TODAY’S HIGHLIGHT IN HISTORY:

■ On March 18, 1942, President Franklin D. Roosevelt signed an executive order authorizin­g the War Relocation Authority, which was put in charge of interning Japanese-Americans, with Milton S. Eisenhower (the younger brother of Dwight D. Eisenhower) as its director.

ON THIS DATE:

■ In 1766, Britain repealed the Stamp Act of 1765.

■ In 1922, Mohandas K. Gandhi was sentenced in India to six years’ imprisonme­nt for civil disobedien­ce. (He was released after serving two years.)

■ In 1925, the Tri-State Tornado struck southeaste­rn Missouri, southern Illinois and southweste­rn Indiana, resulting in some 700 deaths.

■ In 1937, in America’s worst school disaster, nearly 300 people, most of them children, were killed in a natural gas explosion at the New London Consolidat­ed School in Rusk County, Texas.

■ In 1940, Adolf Hitler and Benito Mussolini met at the Brenner Pass, where the

Italian dictator agreed to join Germany’s war against France and Britain.

■ In 1963, the U.S. Supreme Court, in Gideon v. Wainwright, ruled unanimousl­y that state courts were required to provide legal counsel to criminal defendants who could not afford to hire an attorney on their own.

■ In 1965, the first spacewalk took place as Soviet cosmonaut Alexei Leonov went outside his Voskhod 2 capsule, secured by a tether.

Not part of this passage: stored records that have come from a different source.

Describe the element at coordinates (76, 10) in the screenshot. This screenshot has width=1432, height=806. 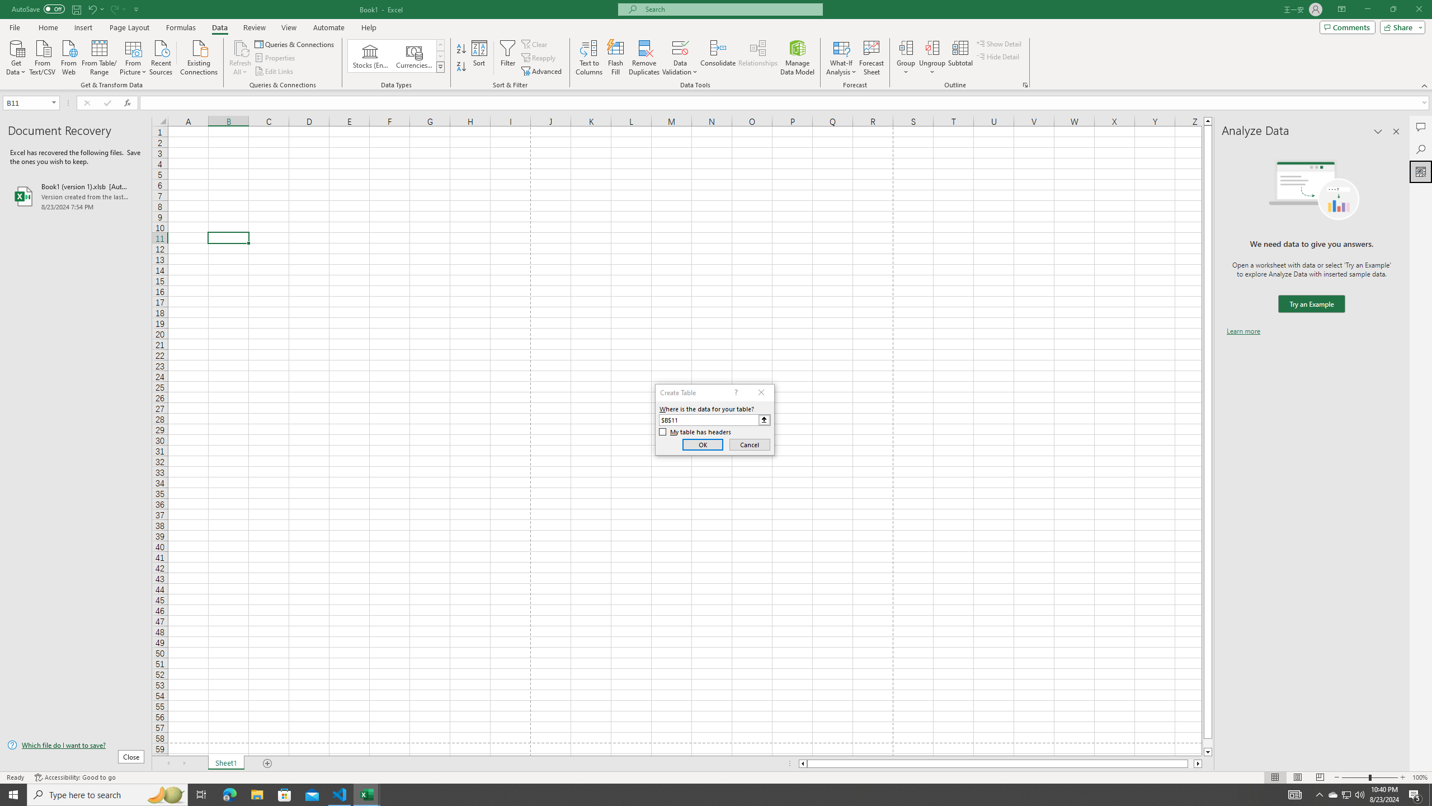
I see `Quick Access Toolbar` at that location.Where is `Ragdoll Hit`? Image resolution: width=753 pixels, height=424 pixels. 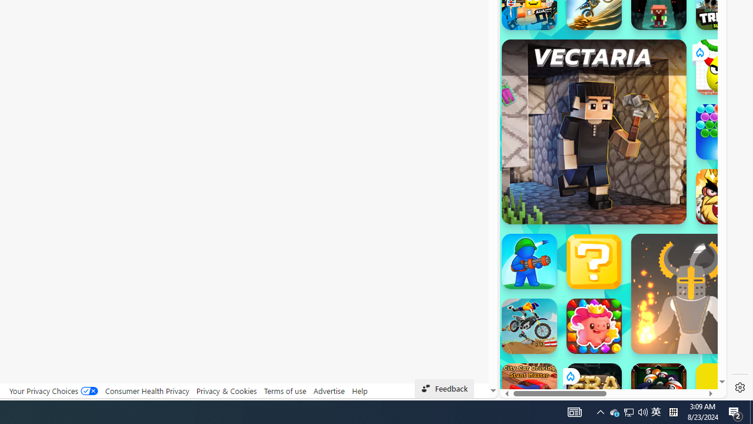 Ragdoll Hit is located at coordinates (691, 293).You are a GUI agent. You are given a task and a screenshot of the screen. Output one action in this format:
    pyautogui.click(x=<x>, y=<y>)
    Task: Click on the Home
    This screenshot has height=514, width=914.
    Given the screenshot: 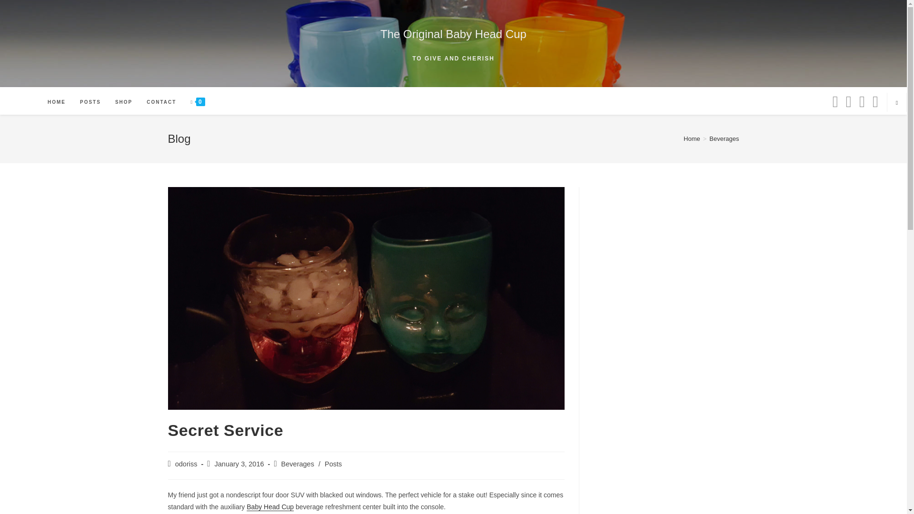 What is the action you would take?
    pyautogui.click(x=692, y=139)
     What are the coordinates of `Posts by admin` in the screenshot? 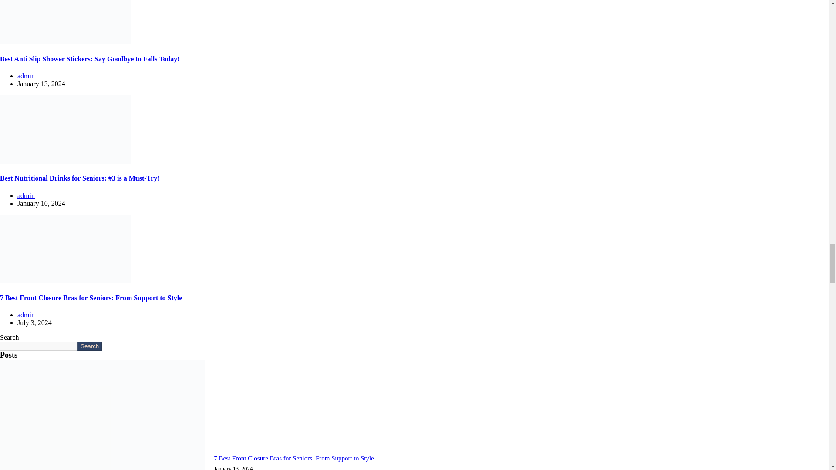 It's located at (26, 76).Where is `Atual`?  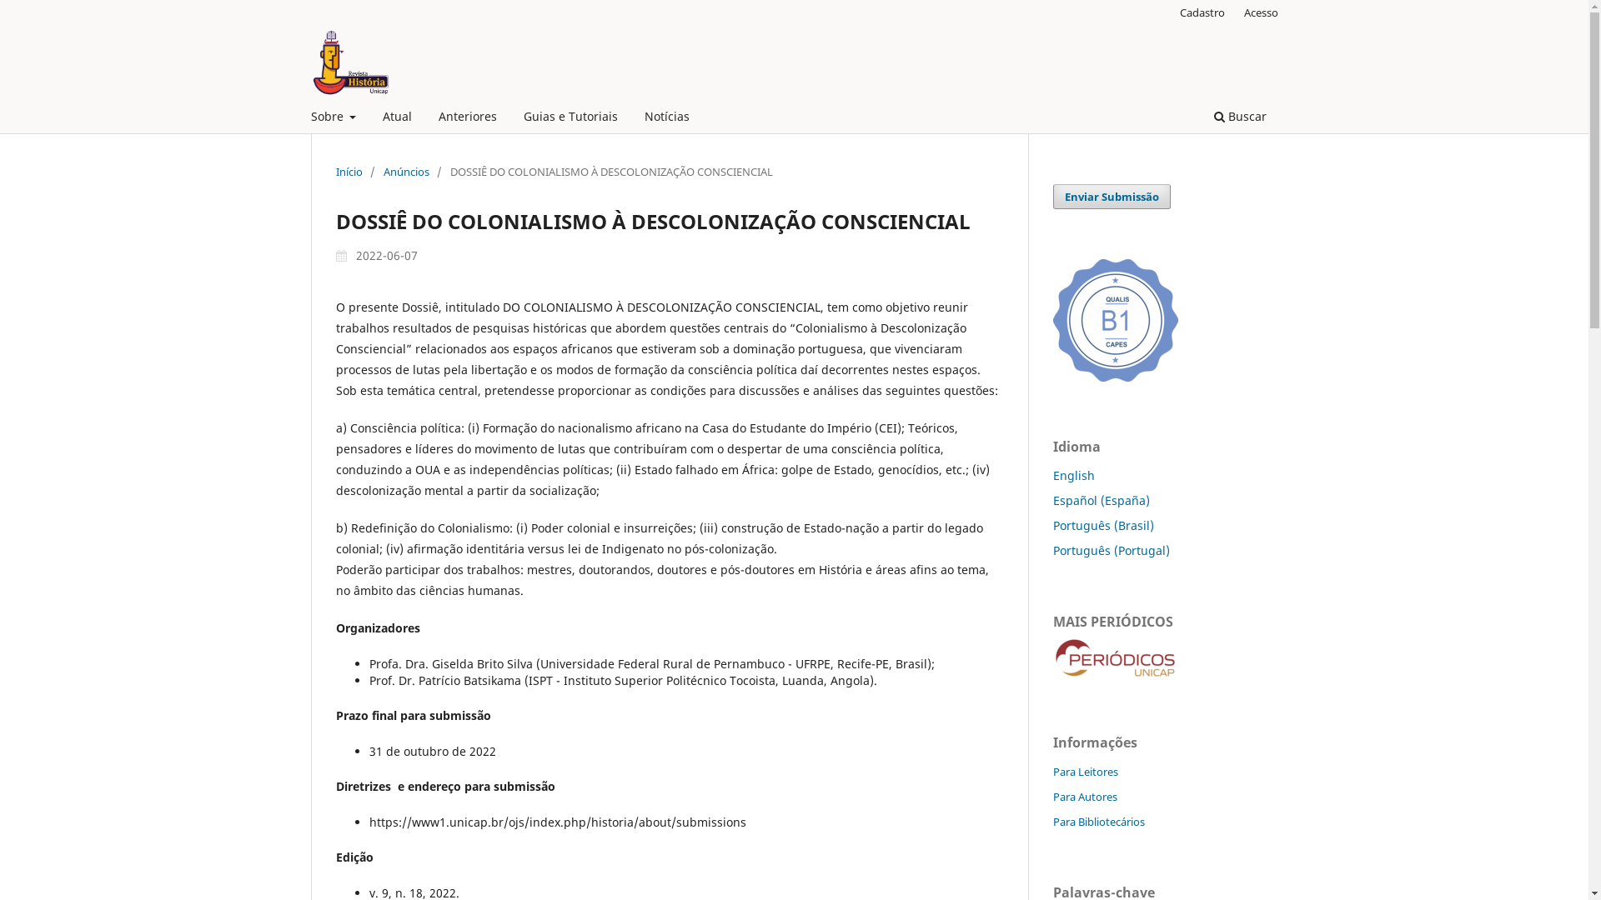 Atual is located at coordinates (397, 118). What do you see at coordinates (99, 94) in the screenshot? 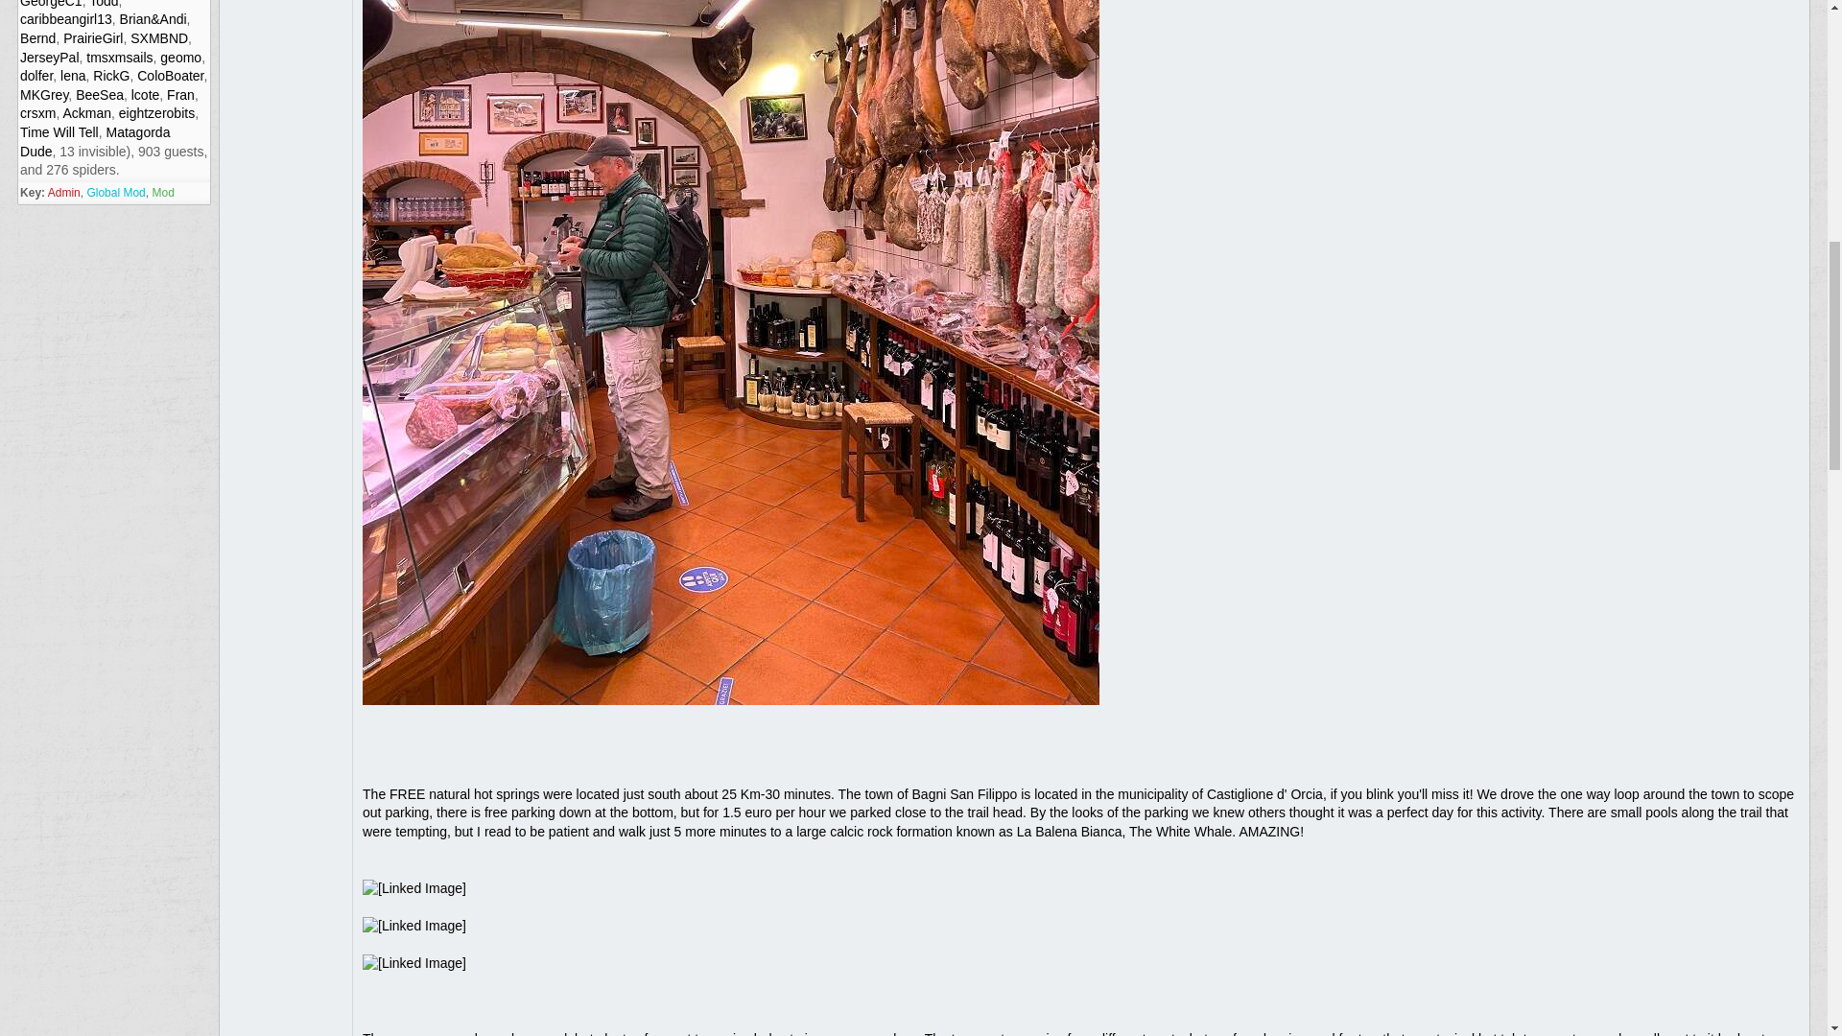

■ In 1974, most of the Arab oilproduci­ng nations ended their 5-month-old embargo against the United States that had been sparked by American support for Israel in the Yom Kippur War.

■ In 2002, Brittanie Cecil died two days short of her

14th birthday after being hit in the head by a puck at a game between the host Columbus

Blue Jackets and Calgary Flames; it was apparently the first such fan fatality in NHL history.

■ In 2016, police in Brussels captured Europe’s most wanted fugitive, Salah Abdeslam, who was the prime suspect in the deadly 2015 Paris attacks.

■ In 2017, Chuck Berry, rock ‘n’ roll’s founding guitar hero and storytelle­r behind such classics as “Johnny B. Goode,”“Sweet Little Sixteen” and “Roll Over Beethoven,” died at age 90.

■ In 2018, a self-driving

Uber SUV struck and killed a pedestrian in suburban Phoenix in the first death involving a fully autonomous test vehicle; Uber suspended its autonomous vehicle testing program in Arizona, California, Pittsburgh and Toronto after the crash.

■ In 2020, the U.S. and Canada agreed to temporaril­y close their shared border to nonessenti­al travel in the early days of the coronaviru­s pandemic.

■ In 2022, Vladimir Putin appeared at a huge flag-waving rally at a Moscow stadium and lavished praise on his troops fighting in Ukraine, three weeks into the invasion that led to heavier-than-expected Russian losses on the battlefiel­d and increasing­ly authoritar­ian rule.